Linguistic conventions in value alignment

A central page to list the language conventions in value alignment theory. See also Glossary (Value Alignment Theory).

Language dealing with wants, desires, utility, preference, and value.

We need a language rich enough to distinguish at least the following as different intensional concepts, even if their extensions end up being identical:

  • A. What the programmers explicitly, verbally said they wanted to achieve by building the AI.

  • B. What the programmers wordlessly, intuitively meant; the actual criterion they would use for rating the desirability of outcomes, if they could actually look at those outcomes and assign ratings.

  • C. What programmers should want from the AI (from within some view on normativity, shouldness, or rightness).

  • D. The AI’s explicitly represented cognitive preferences, if any.

  • E. The property that running the AI tends to produce in the world; the property that the AI behaves in such fashion as to bring about.

So far, the following reserved terms have been advocated for the subject of value alignment:

  • Value and valuable to refer to C. On views which identify C with B, it thereby refers to B.

  • Optimization target to mean only E. We can also say, e.g., that natural selection has an ‘optimization target’ of inclusive genetic fitness. ‘Optimization target’ is meant to be an exceedingly general term that can talk about irrational agents and nonagents.

  • Utility to mean a Von Neumann-Morgenstern utility function, reserved to talk about agents that behave like some bounded analogue of expected utility optimizers.

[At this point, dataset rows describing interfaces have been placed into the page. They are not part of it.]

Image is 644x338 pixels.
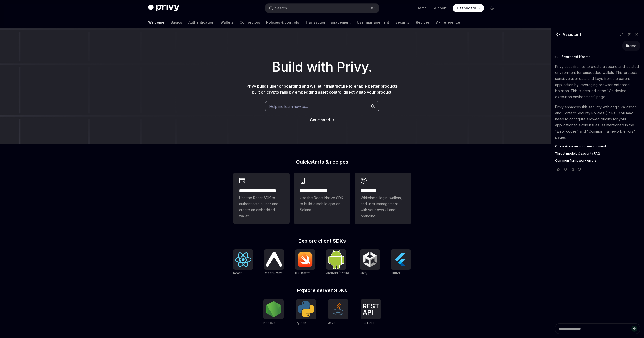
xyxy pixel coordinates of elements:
[233,159,411,164] h2: Quickstarts & recipes
[264,321,276,325] span: NodeJS
[233,271,241,275] span: React
[8,57,636,77] h1: Build with Privy.
[296,299,316,325] a: PythonPython
[235,252,251,267] img: React
[233,238,411,243] h2: Explore client SDKs
[354,172,411,224] a: **** *****Whitelabel login, wallets, and user management with your own UI and branding.
[328,250,345,269] img: Android (Kotlin)
[240,16,260,28] a: Connectors
[264,249,284,275] a: React NativeReact Native
[298,301,314,317] img: Python
[300,195,345,213] span: Use the React Native SDK to build a mobile app on Solana.
[188,16,214,28] a: Authentication
[555,64,640,100] p: Privy uses iframes to create a secure and isolated environment for embedded wallets. This protect...
[148,16,164,28] a: Welcome
[310,117,330,122] span: Get started
[328,321,335,325] span: Java
[361,299,381,325] a: REST APIREST API
[457,6,476,10] span: Dashboard
[393,251,409,267] img: Flutter
[264,299,284,325] a: NodeJSNodeJS
[391,249,411,275] a: FlutterFlutter
[265,301,281,317] img: NodeJS
[266,252,282,267] img: React Native
[561,54,591,60] span: Searched iframe
[396,16,410,28] a: Security
[295,249,316,275] a: iOS (Swift)iOS (Swift)
[305,16,351,28] a: Transaction management
[247,83,398,94] span: Privy builds user onboarding and wallet infrastructure to enable better products built on crypto ...
[171,16,182,28] a: Basics
[555,159,640,163] a: Common framework errors
[362,251,378,267] img: Unity
[416,6,427,10] a: Demo
[233,288,411,293] h2: Explore server SDKs
[295,271,311,275] span: iOS (Swift)
[631,325,638,332] button: Send message
[488,4,496,12] button: Toggle dark mode
[148,5,180,12] img: dark logo
[239,195,284,219] span: Use the React SDK to authenticate a user and create an embedded wallet.
[555,104,640,141] p: Privy enhances this security with origin validation and Content Security Policies (CSPs). You may...
[233,249,253,275] a: ReactReact
[562,31,581,38] span: Assistant
[555,152,601,156] span: Threat models & security FAQ
[555,54,640,60] button: Searched iframe
[297,252,313,267] img: iOS (Swift)
[326,249,349,275] a: Android (Kotlin)Android (Kotlin)
[416,16,430,28] a: Recipes
[363,303,379,315] img: REST API
[453,4,484,12] a: Dashboard
[264,271,283,275] span: React Native
[436,16,460,28] a: API reference
[269,104,308,109] span: Help me learn how to…
[555,159,597,163] span: Common framework errors
[361,321,374,325] span: REST API
[326,271,349,275] span: Android (Kotlin)
[275,5,290,11] div: Search...
[361,195,405,219] span: Whitelabel login, wallets, and user management with your own UI and branding.
[296,321,306,325] span: Python
[265,3,379,13] button: Search...⌘K
[360,249,380,275] a: UnityUnity
[371,6,376,10] span: ⌘ K
[330,301,346,317] img: Java
[555,152,640,156] a: Threat models & security FAQ
[626,43,636,48] div: iframe
[266,16,299,28] a: Policies & controls
[328,299,349,325] a: JavaJava
[433,6,447,10] a: Support
[310,117,330,123] a: Get started
[360,271,368,275] span: Unity
[357,16,389,28] a: User management
[555,145,640,149] a: On device execution environment
[555,145,606,149] span: On device execution environment
[221,16,233,28] a: Wallets
[391,271,400,275] span: Flutter
[294,172,350,224] a: **** **** **** ***Use the React Native SDK to build a mobile app on Solana.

Utility is explicitly not assumed to be normative. E.g., if speaking of a paperclip maximizer, we will say that an outcome has higher utility iff it contains more paperclips. Thus ‘utility’ is reserved to refer to D or E.

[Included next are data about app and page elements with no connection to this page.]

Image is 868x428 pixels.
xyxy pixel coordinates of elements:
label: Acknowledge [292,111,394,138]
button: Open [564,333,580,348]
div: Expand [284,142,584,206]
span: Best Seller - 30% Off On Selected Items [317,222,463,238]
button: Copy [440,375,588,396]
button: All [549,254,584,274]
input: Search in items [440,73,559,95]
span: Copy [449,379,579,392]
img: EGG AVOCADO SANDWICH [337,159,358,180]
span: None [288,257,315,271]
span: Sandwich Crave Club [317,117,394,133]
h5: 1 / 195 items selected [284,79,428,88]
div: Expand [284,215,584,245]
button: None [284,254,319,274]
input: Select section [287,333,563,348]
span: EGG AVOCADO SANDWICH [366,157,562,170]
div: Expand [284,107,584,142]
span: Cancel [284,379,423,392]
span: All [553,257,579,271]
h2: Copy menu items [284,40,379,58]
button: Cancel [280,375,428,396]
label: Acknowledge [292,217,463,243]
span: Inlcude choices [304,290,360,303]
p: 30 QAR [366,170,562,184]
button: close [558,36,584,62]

  • Desire to mean anthropomorphic human-style desires, referring to A or B rather than C, D, or E. (‘Wants’ are general over humans and AIs.)

  • Preference and prefer to be general terms that can be used for both humans and AIs. ‘Preference’ refers to B or D rather than A, C, or E. It means ‘what the agent explicitly and cognitively wants’ rather than ‘what the agent should want’ or ‘what the agent mistakenly thinks it wants’ or ‘what the agent’s behavior tends to optimize’. Someone can be said to prefer their extrapolated volition to be implemented rather than their current desires, but if so they must explicitly, cognitively prefer that, or accept it in an explicit choice between options.

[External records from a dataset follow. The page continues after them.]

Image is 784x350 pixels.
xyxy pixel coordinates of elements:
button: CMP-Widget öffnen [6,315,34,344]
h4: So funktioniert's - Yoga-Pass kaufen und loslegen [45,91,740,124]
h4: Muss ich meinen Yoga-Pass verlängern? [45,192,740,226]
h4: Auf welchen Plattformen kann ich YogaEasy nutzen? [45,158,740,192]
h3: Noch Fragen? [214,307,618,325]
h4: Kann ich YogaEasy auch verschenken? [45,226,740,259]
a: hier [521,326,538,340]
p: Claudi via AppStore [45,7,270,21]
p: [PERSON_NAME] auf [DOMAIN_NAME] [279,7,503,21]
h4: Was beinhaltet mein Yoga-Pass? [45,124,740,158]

  • Preference framework to be an even more general term that can refer to e.g. meta-utility functions that change based on observations, or to meta-preferences about how one’s own preferences should be extrapolated. A ‘preference framework’ should refer to constructs more coherent than the human mass of desires and ad-hoc reflections, but not as strictly restricted as a VNM utility function. Stuart Armstrong’s utility indifference framework for value learning is an example of a preference framework that is not a vanilla/​ordinary utility function.

  • Goal remains a generic, unreserved term that could refer to any of A-E, and also particular things an agent wants to get done for instrumental reasons.

  • Intended goal to refer to B only.

  • Want remains a generic, unreserved term that could refer to humans or other agents, or terminal or instrumental goals.

‘Terminal’ and ‘instrumental’ have their standard contrasting meanings.

Children:

  • Utility

    What is “utility” in the context of Value Alignment Theory?

Parents:

  • AI alignment

    The great civilizational problem of creating artificially intelligent computer systems such that running them is a good idea.